In this Monday, July 9, 2018 file photo, Harvey Weinstein arrives to court in New York. (AP Photo/Seth Wenig, File)
NEW YORK (AP) --
Lawyers for Harvey Weinstein want to appeal a court ruling that lets an aspiring actress' lawsuit equating Hollywood's casting couch to sex trafficking move forward.
The lawyers filed papers in Manhattan federal court Monday asking a judge to let them immediately appeal his ruling two weeks ago that gave the lawsuit the green light.
Kadian Noble said that Weinstein molested her in 2014 in a Cannes, France, hotel room.
Judge Robert Sweet ruled that the lawsuit was fairly brought under sex trafficking laws because the proverbial casting couch could be considered a "commercial sex act."
Weinstein's lawyers argued there was no legal precedent for the ruling. They said the sex trafficking statute could not be used if there was no allegation of trafficking women.
Audience members gather at Made By Google for new product announcements at Google on Aug. 13, 2024, in Mountain View, Calif. (AP Photo/Juliana Yamada, File)
Google is updating its ubiquitous search engine with the next generation of its artificial intelligence technology as part of an effort to provide instant expertise amid intensifying competition from smaller competitors.
The company announced Wednesday that it will feed its Gemini 2.0 AI model into its search engine so it can field more complex questions involving subjects such as computer coding and math.
As has been the case since last May, the AI-generated overviews will be placed above the traditional web links that have become the lifeblood of online publishers dependent on traffic referrals from Google's dominant search engine.
Google is broadening the audience for AI overviews in the U.S. by making them available to teenage searchers without requiring them to go through a special sign-in process to see them.
The stage is also being set for what could turn out to be one of the most dramatic changes to the search engine's interface since Google co-founders Larry Page and Sergey Brin started the company in a Silicon Valley garage during the late 1990s.
Google is going to begin a gradual rollout of an "AI mode" option that will result in the search engine generating even more AI overviews. When search is in AI mode, Google is warning the overviews are likely to become more conversational and sometimes head down online corridors that result in falsehoods that the tech industry euphemistically calls "hallucinations."
"As with any early-stage AI product, we won't always get it right," Google product vice president Robby Stein wrote in a blog post that also acknowledged the possibility "that some responses may unintentionally appear to take on a persona or reflect a particular opinion."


= What you have to do =
Give all the data again exactly.

= Study material =
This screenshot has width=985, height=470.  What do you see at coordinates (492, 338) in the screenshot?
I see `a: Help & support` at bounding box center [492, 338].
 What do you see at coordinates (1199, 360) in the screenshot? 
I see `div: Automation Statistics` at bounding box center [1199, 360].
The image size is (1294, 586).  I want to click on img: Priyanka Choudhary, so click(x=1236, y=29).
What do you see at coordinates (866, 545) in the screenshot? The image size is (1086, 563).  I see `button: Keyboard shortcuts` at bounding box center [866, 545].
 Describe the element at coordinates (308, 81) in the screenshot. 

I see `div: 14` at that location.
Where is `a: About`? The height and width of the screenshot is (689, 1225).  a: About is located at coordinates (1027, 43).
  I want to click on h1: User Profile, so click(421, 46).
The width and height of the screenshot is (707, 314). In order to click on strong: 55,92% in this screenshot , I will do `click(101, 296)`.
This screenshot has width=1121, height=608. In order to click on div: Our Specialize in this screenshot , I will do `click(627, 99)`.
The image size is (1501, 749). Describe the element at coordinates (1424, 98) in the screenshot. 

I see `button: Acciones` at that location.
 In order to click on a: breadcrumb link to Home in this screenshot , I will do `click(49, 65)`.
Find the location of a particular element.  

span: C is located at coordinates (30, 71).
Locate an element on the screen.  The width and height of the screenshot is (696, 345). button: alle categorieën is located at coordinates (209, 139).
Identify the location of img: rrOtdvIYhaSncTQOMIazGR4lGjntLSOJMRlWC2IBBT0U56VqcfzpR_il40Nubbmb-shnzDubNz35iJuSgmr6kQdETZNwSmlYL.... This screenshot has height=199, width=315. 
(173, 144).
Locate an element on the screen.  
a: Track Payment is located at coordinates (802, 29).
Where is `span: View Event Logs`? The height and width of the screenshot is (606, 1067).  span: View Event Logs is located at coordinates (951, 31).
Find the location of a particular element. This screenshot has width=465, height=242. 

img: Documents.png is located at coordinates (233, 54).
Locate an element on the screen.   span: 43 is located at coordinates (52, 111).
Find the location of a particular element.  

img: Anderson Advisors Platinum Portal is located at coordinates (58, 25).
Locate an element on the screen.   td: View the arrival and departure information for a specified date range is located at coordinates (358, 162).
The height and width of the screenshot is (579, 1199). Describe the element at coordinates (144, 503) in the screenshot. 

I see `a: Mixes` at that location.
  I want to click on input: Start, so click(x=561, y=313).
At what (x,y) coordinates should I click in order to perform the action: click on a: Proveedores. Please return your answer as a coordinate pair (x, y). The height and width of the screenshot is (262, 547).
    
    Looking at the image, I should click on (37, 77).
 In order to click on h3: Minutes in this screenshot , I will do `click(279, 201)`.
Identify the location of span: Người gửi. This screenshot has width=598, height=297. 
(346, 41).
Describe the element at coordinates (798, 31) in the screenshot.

= Exercise result =
This screenshot has width=985, height=470.  What do you see at coordinates (492, 338) in the screenshot?
I see `a: Help & support` at bounding box center [492, 338].
 What do you see at coordinates (1199, 360) in the screenshot? 
I see `div: Automation Statistics` at bounding box center [1199, 360].
The image size is (1294, 586).  I want to click on img: Priyanka Choudhary, so click(x=1236, y=29).
What do you see at coordinates (866, 545) in the screenshot? The image size is (1086, 563).  I see `button: Keyboard shortcuts` at bounding box center [866, 545].
 Describe the element at coordinates (308, 81) in the screenshot. 

I see `div: 14` at that location.
Where is `a: About`? The height and width of the screenshot is (689, 1225).  a: About is located at coordinates (1027, 43).
  I want to click on h1: User Profile, so click(421, 46).
The width and height of the screenshot is (707, 314). In order to click on strong: 55,92% in this screenshot , I will do `click(101, 296)`.
This screenshot has width=1121, height=608. In order to click on div: Our Specialize in this screenshot , I will do `click(627, 99)`.
The image size is (1501, 749). Describe the element at coordinates (1424, 98) in the screenshot. 

I see `button: Acciones` at that location.
 In order to click on a: breadcrumb link to Home in this screenshot , I will do `click(49, 65)`.
Find the location of a particular element.  

span: C is located at coordinates (30, 71).
Locate an element on the screen.  The width and height of the screenshot is (696, 345). button: alle categorieën is located at coordinates (209, 139).
Identify the location of img: rrOtdvIYhaSncTQOMIazGR4lGjntLSOJMRlWC2IBBT0U56VqcfzpR_il40Nubbmb-shnzDubNz35iJuSgmr6kQdETZNwSmlYL.... This screenshot has height=199, width=315. 
(173, 144).
Locate an element on the screen.  
a: Track Payment is located at coordinates (802, 29).
Where is `span: View Event Logs`? The height and width of the screenshot is (606, 1067).  span: View Event Logs is located at coordinates (951, 31).
Find the location of a particular element. This screenshot has width=465, height=242. 

img: Documents.png is located at coordinates (233, 54).
Locate an element on the screen.   span: 43 is located at coordinates (52, 111).
Find the location of a particular element.  

img: Anderson Advisors Platinum Portal is located at coordinates (58, 25).
Locate an element on the screen.   td: View the arrival and departure information for a specified date range is located at coordinates (358, 162).
The height and width of the screenshot is (579, 1199). Describe the element at coordinates (144, 503) in the screenshot. 

I see `a: Mixes` at that location.
  I want to click on input: Start, so click(x=561, y=313).
At what (x,y) coordinates should I click in order to perform the action: click on a: Proveedores. Please return your answer as a coordinate pair (x, y). The height and width of the screenshot is (262, 547).
    
    Looking at the image, I should click on (37, 77).
 In order to click on h3: Minutes in this screenshot , I will do `click(279, 201)`.
Identify the location of span: Người gửi. This screenshot has width=598, height=297. 
(346, 41).
Describe the element at coordinates (798, 31) in the screenshot.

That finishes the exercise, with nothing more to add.